Invited Speakers
Sohee Park
Sohee Park is a professor at Vanderbilt University and director of the Body, Mind, and Brain Lab. The broad goal of her research program is to understand the etiology and nature of psychosis from the intersection of clinical psychology, cognitive neuroscience and social psychology. By studying the neural basis of cognitive and social impairments across the psychosis-spectrum, she hopes to contribute towards developing effective intervention strategies for schizophrenia and related conditions.
Pavo Orepic
Pavo Orepic is a postdoctoral researcher at the University of Geneva. His work focuses on the neural mechanisms underlying self-voice perception and how altered self-other voice discrimination can lead to auditory verbal hallucinations.

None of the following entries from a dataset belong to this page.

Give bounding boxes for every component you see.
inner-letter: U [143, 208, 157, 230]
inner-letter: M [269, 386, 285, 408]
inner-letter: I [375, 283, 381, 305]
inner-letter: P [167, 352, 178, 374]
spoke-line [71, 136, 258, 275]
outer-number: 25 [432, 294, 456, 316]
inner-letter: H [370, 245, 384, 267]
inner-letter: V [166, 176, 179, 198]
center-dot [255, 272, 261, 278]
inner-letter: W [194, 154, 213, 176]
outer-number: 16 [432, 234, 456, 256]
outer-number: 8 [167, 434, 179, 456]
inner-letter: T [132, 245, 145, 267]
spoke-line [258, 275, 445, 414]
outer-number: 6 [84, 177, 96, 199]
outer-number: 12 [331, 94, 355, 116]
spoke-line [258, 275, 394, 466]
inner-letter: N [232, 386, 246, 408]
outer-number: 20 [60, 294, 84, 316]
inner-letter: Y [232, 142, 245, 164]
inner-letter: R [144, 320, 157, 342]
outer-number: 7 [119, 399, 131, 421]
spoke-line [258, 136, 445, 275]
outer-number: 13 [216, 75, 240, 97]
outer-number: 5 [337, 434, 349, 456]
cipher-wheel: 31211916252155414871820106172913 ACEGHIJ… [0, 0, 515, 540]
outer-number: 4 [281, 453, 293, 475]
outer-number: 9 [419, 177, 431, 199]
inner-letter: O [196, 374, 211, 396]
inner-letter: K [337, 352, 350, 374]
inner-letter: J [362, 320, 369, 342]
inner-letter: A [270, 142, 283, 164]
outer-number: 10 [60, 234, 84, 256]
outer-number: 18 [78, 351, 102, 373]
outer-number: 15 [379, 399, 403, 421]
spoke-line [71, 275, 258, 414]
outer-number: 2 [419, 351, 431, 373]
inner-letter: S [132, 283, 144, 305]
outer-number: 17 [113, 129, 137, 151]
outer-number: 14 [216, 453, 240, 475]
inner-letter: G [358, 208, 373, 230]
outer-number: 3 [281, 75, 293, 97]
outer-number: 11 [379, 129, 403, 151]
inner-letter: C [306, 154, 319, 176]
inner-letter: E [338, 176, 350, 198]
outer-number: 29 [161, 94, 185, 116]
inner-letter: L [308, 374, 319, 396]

His PhD was nominated for several awards at EPFL, including the one for the best PhD of the year. His research has already been recognized on a world-wide level and he was interviewed by several high-profile media outlets, including The New York Times twice.
Iris Sommer
Iris Sommer is Professor of Psychiatry at the University Medical Center Groningen. She is an international expert in neuropsychiatry. Her research addresses the origins of psychiatric disorders and the development of innovative treatments. Sommer trained as a physician and psychiatrist, obtained her PhD cum laude in the field of schizophrenia, and founded the Stemmenpoli (Voices Clinic) at the UMC Utrecht. In 2017, her research on hallucinations ‘Zie ik spoken’ [Do I see ghosts?], was voted public research of the year.
Sonja Kotz
Sonja Kotz is a Professor of Translational Cognitive Neuroscience at Maastricht University, The Netherlands. Her research team investigates how timing and rhythmicity shape action, perception, and speech/music processing, using peripheral and neuroimaging measures as well as computational modelling. She holds honorary professorships at the University of Leipzig and Lisbon and is a senior/associate editor for several journals (e.g., Imaging Neuroscience, Cortex, Neurobiology of Language).
Phil Corlett
Philip Corlett is Associate Professor of Psychiatry & Psychology at Yale School of Medicine, and the Director of the Belief, Learning, & Memory Lab. His research examines the neural basis of human associative learning and belief formation, relating these processes to the formation of delusional beliefs. His findings have shaped the development of a novel mechanistic model of delusion formation. Phil recently won the Translational Research Award from the International Schizophrenia Research Society.